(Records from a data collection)
________________________

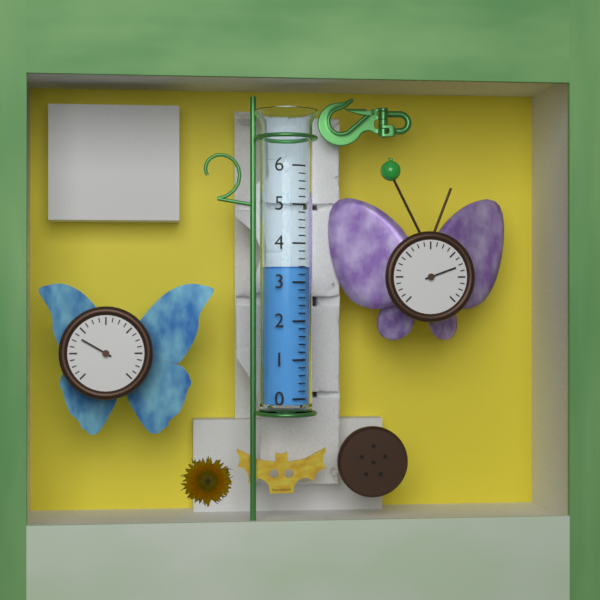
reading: 3.4 (no unit)
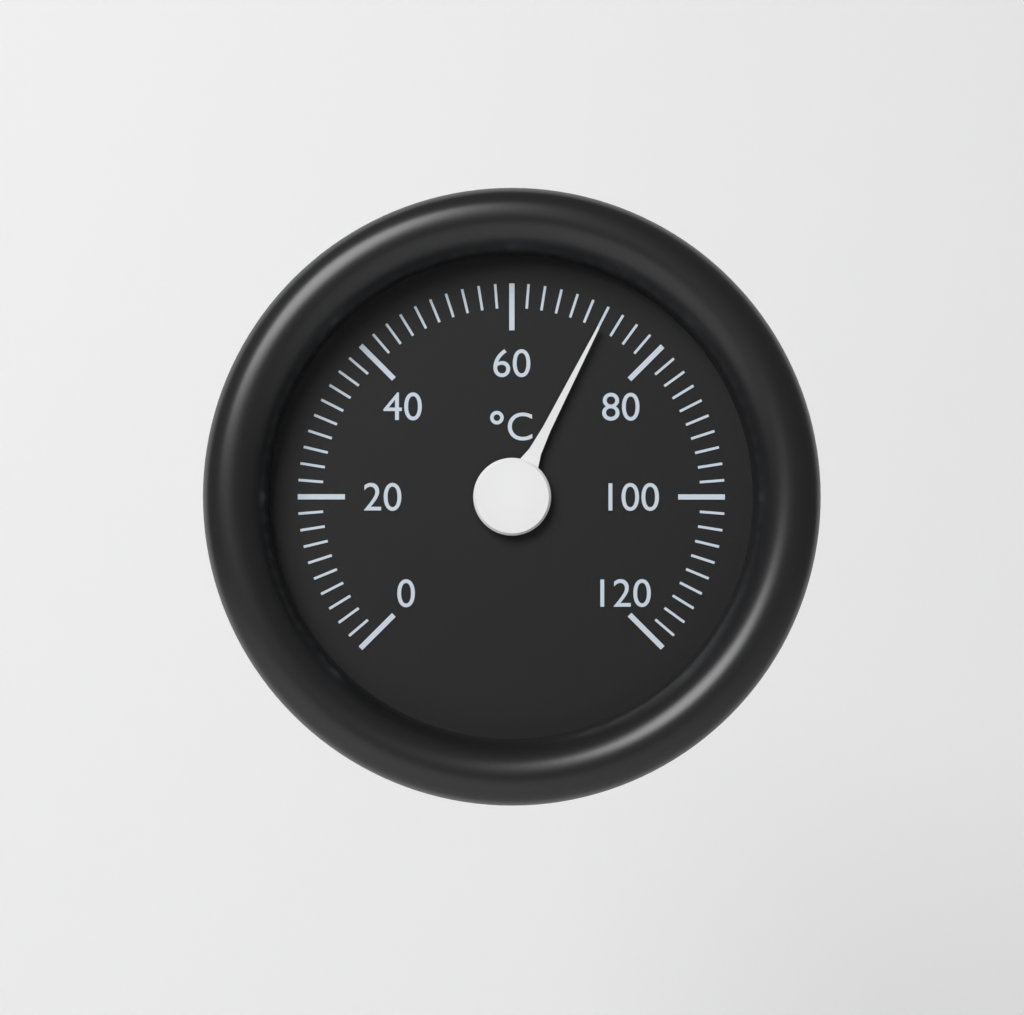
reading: 72 °C
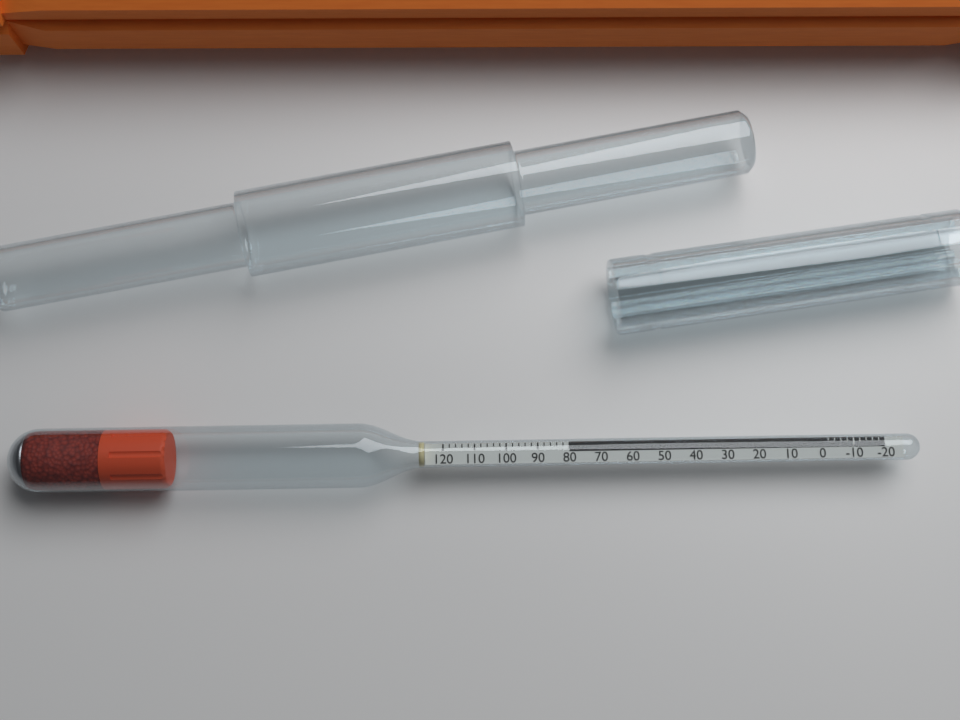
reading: 80 (no unit)
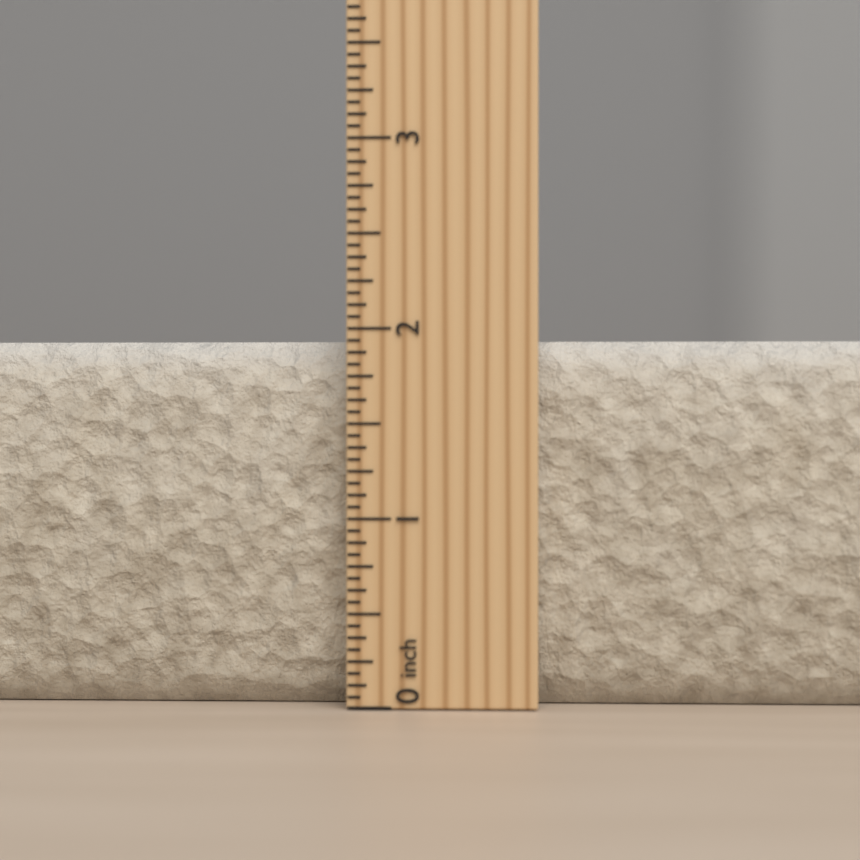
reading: 1.9375 inch
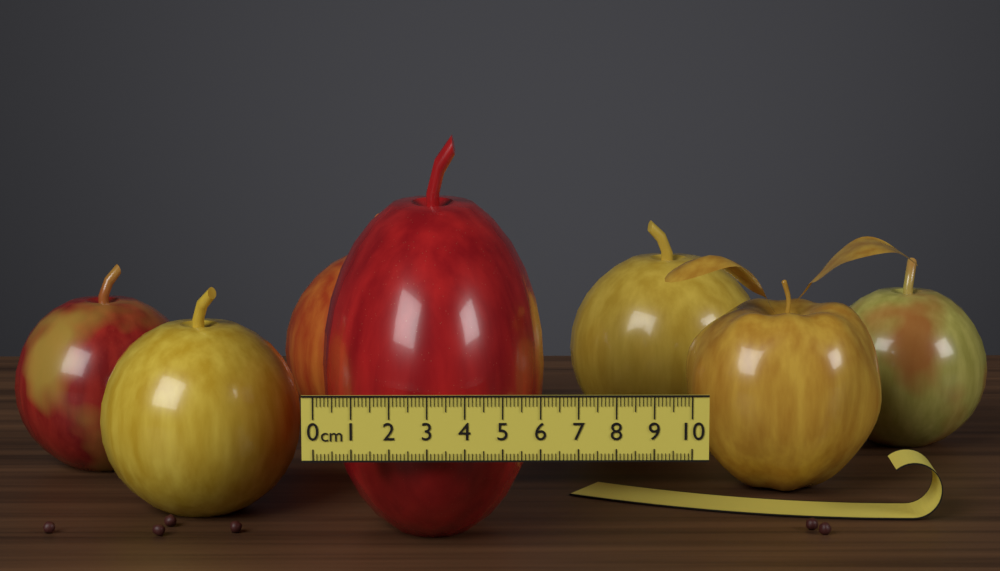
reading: 6.2 cm
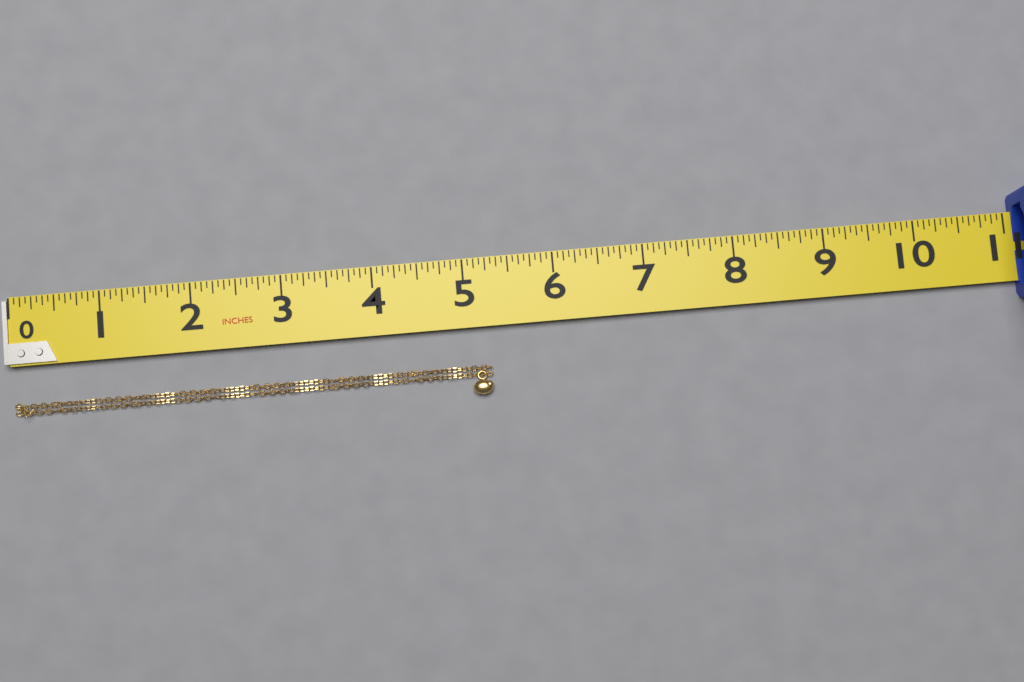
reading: 5.2500 in
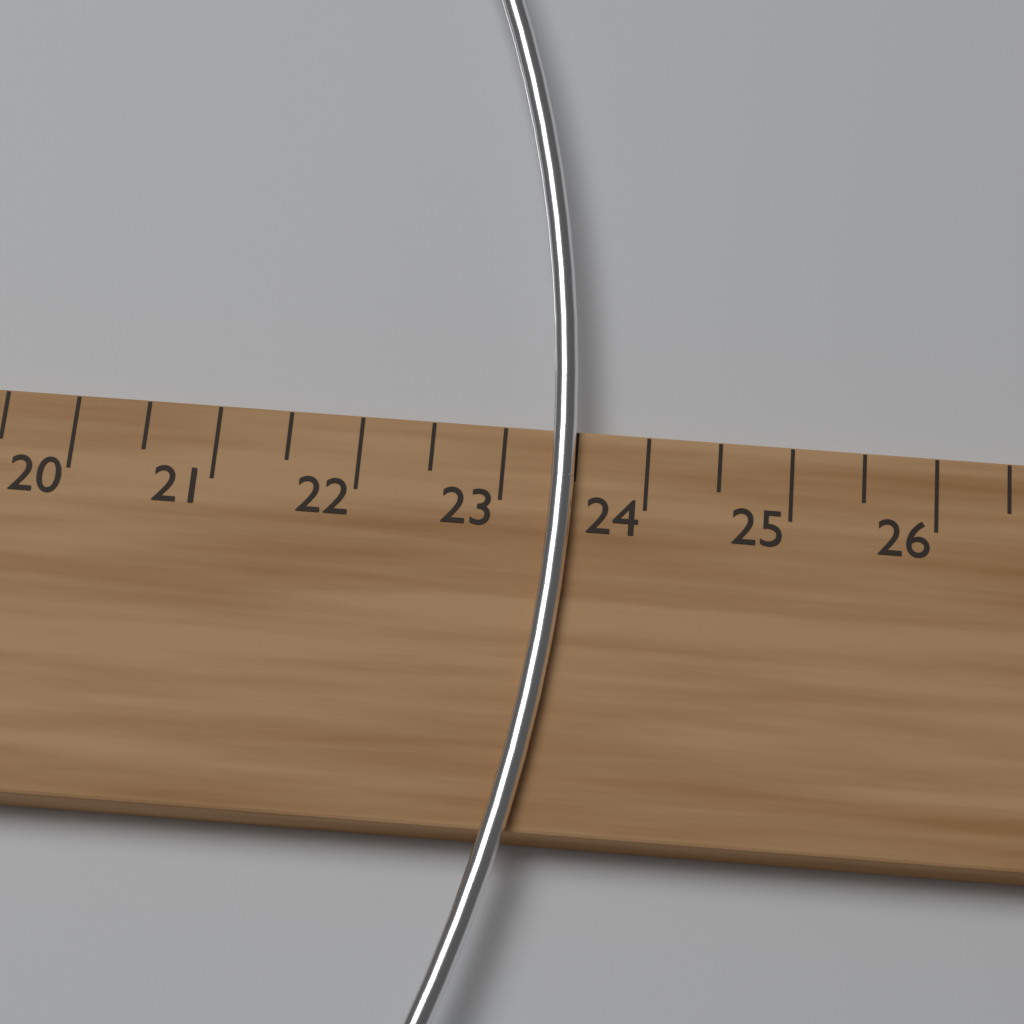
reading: 23.5 cm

________________________

Omit the pictures, then output every record exactly as given.

reading: 3.4 (no unit)
reading: 72 °C
reading: 80 (no unit)
reading: 1.9375 inch
reading: 6.2 cm
reading: 5.2500 in
reading: 23.5 cm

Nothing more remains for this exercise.